What we need instead is a politics that says we aren't going to worry about labels or what it's called, we are going to pass laws that actually help most people -- that build a strong and prosperous middle class, that help young and poor people climb the ladder into a more financially secure future, that help spread wealth and income to more people than just the top 1 percent. If you ask people about policy ideas that do those things -- such as increasing the minimum wage, making student loans cheaper, expanding Social Security, and creating more jobs in education, manufacturing and road construction -- they are in fact centrist, at least in the sense of huge majorities of people supporting them. It is only in DC where a bill to help big banks and make it harder for middle class folks to buy homes could ever get the label of centrist.

Warner's line about not letting this "opportunity" pass us by because we "made the perfect the enemy of the good" is also a classic DC centrist line.
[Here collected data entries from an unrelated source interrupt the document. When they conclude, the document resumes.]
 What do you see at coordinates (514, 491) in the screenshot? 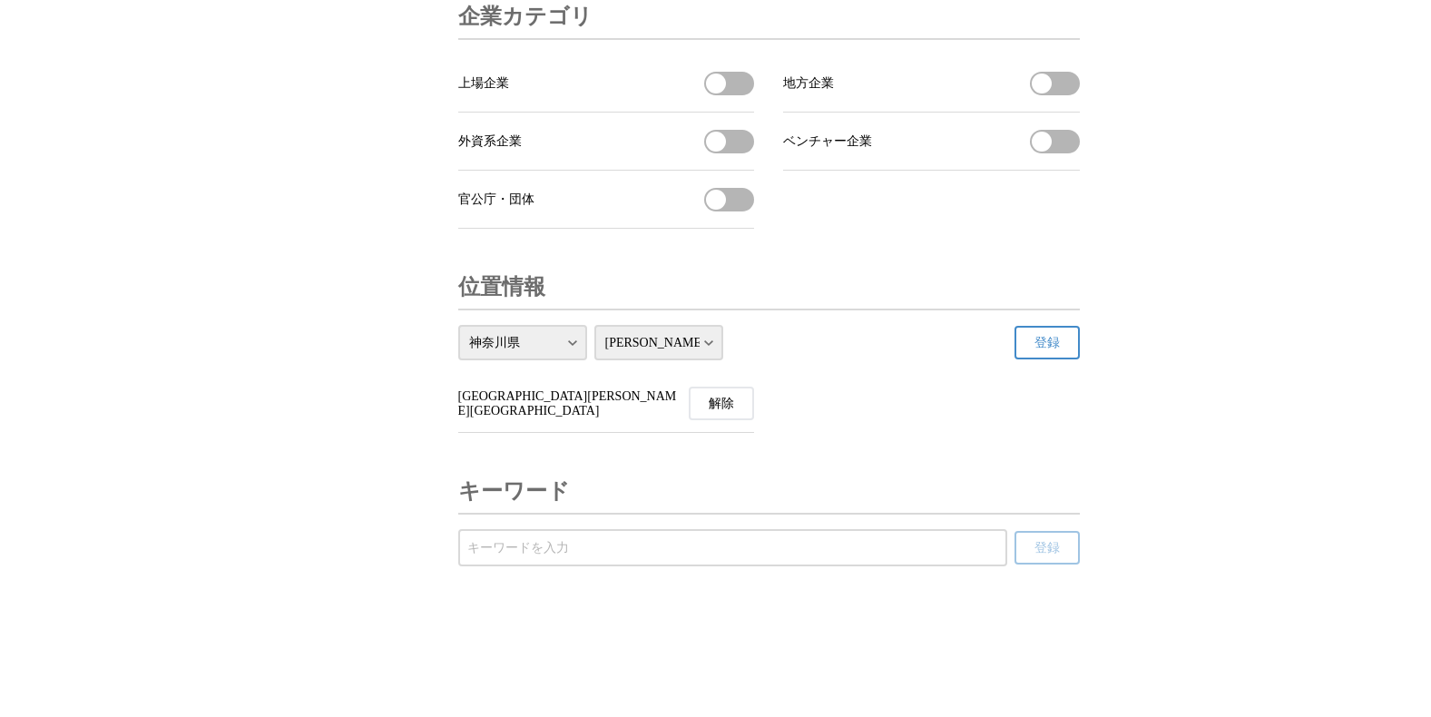
I see `h3: キーワード` at bounding box center [514, 491].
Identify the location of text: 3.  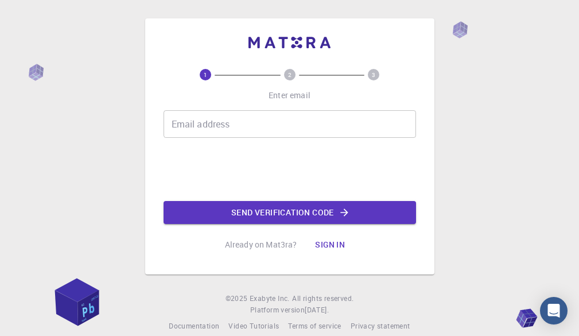
(373, 75).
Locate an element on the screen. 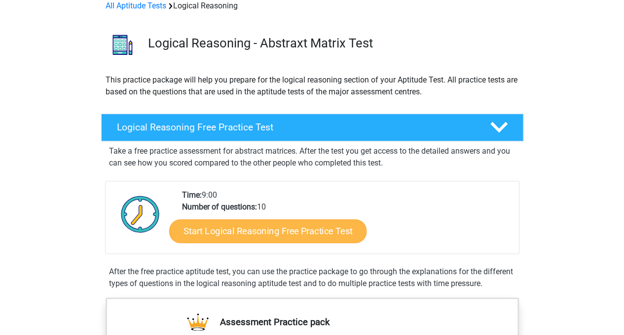 Image resolution: width=624 pixels, height=335 pixels. b: Time: is located at coordinates (192, 194).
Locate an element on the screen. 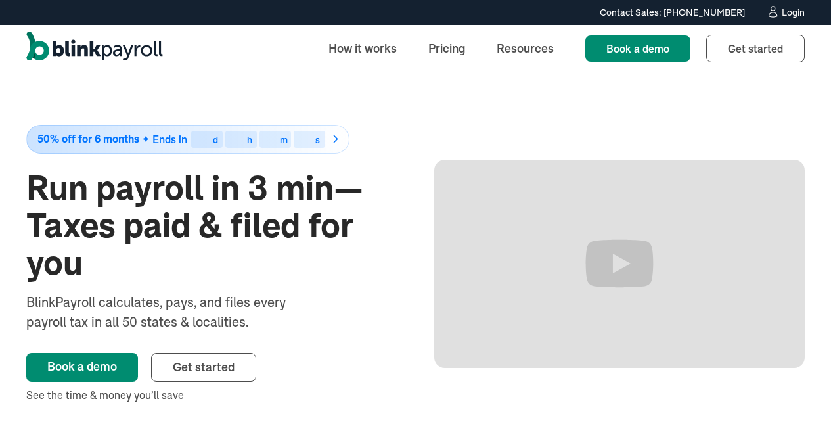  div: h is located at coordinates (250, 140).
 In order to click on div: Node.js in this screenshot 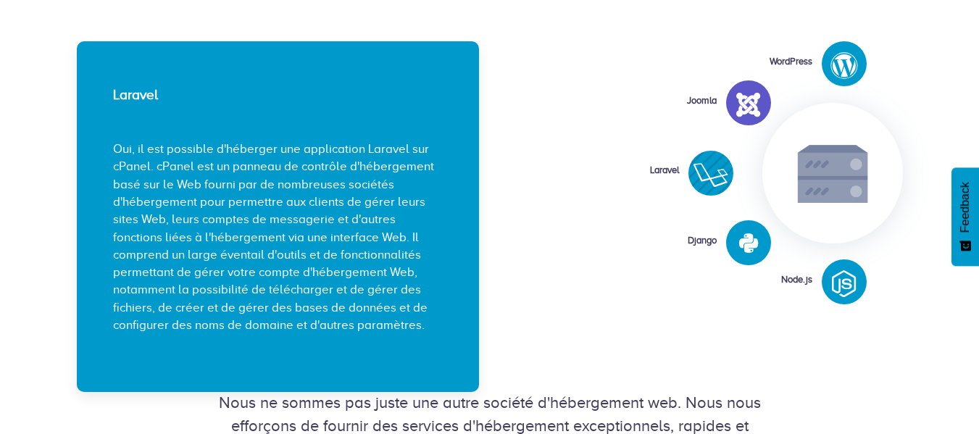, I will do `click(758, 280)`.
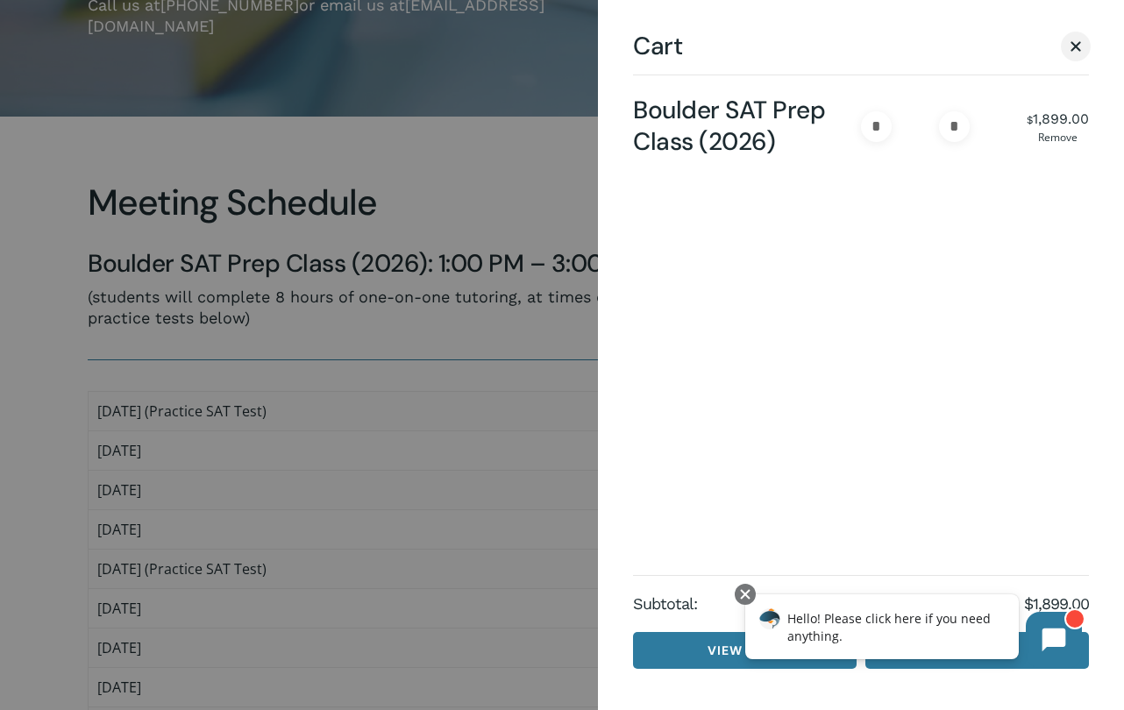  I want to click on span: Hello! Please click here if you need anything., so click(162, 46).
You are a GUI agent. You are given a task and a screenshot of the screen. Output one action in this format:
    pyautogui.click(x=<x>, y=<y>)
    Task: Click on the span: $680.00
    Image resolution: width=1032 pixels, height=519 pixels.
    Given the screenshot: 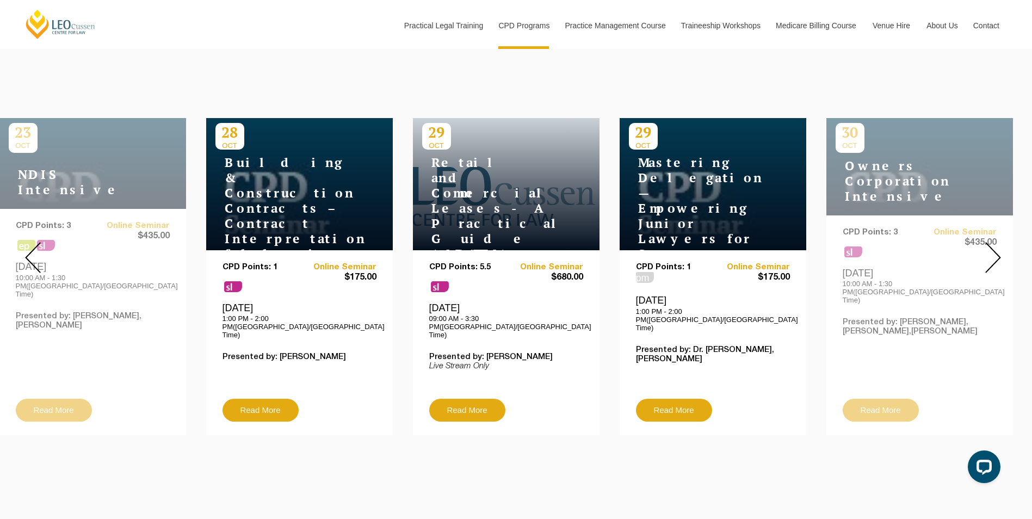 What is the action you would take?
    pyautogui.click(x=545, y=278)
    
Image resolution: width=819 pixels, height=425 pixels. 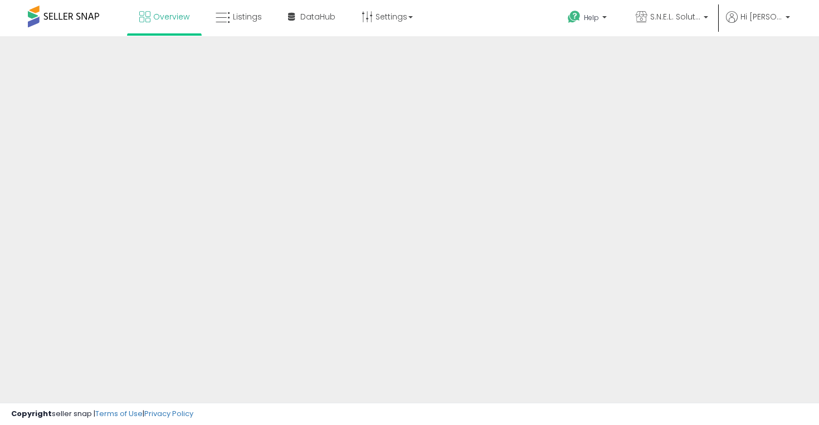 What do you see at coordinates (169, 413) in the screenshot?
I see `a: Privacy Policy` at bounding box center [169, 413].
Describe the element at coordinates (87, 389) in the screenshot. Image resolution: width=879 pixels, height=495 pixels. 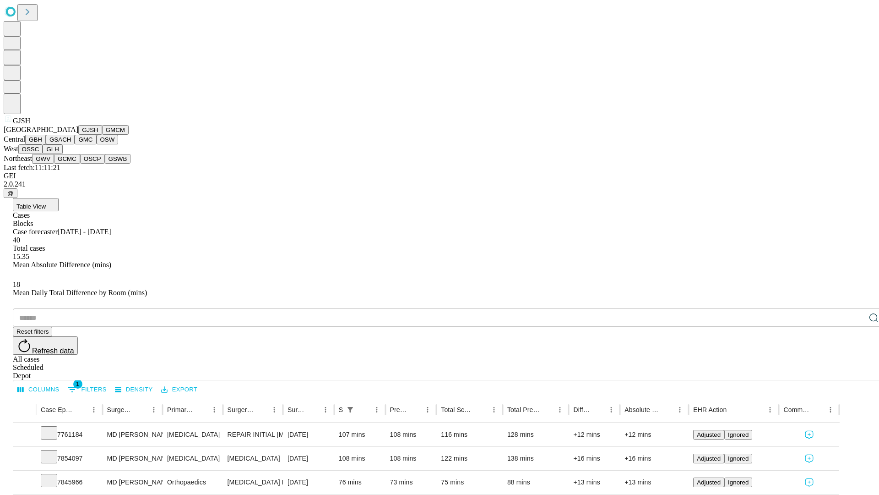
I see `button: Show filters` at that location.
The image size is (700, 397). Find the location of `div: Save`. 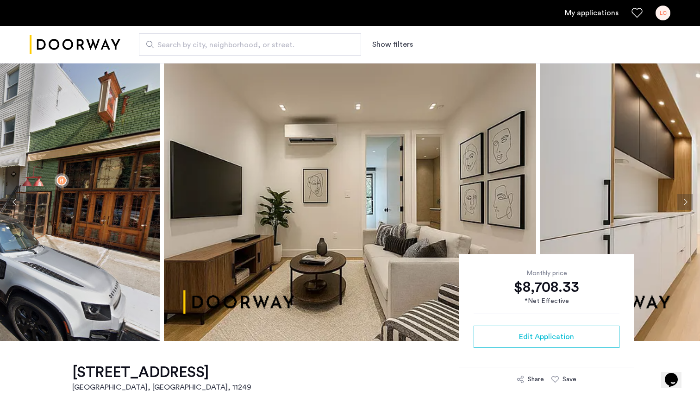

div: Save is located at coordinates (570, 379).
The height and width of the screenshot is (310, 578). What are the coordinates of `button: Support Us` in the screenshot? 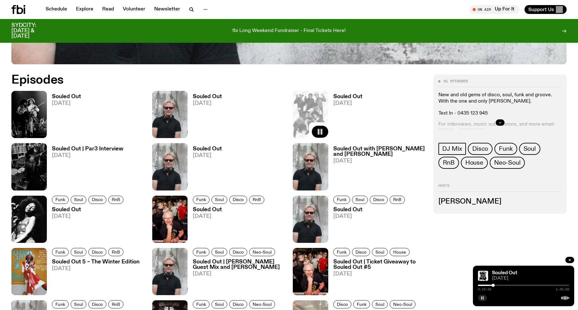 It's located at (545, 9).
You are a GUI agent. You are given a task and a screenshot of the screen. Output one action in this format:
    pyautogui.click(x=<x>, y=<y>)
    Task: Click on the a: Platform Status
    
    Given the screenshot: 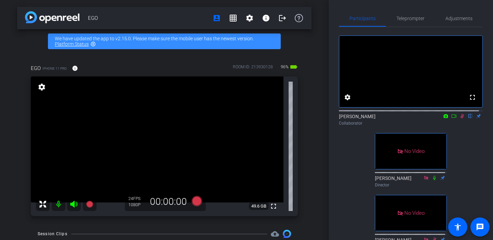 What is the action you would take?
    pyautogui.click(x=71, y=44)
The opportunity he describes is no opportunity except for the biggest banks. It is not only a long, long way from being perfect: it is a country mile away from even being good.

Fannie and Freddie became as corrupted by the financial industry's mindless bubble-induced profit machine as anyone, and in recent years under Ed DeMarco's sorry leadership, they contributed a great deal to extending the housing crisis rather than solving it, so yes they need to be reformed. But winding them down entirely and putting nothing but Too Big To Fail banks and the "free market" (the bigger you are, the freer it gets) in their place will only exacerbate our housing problems, not help solve them.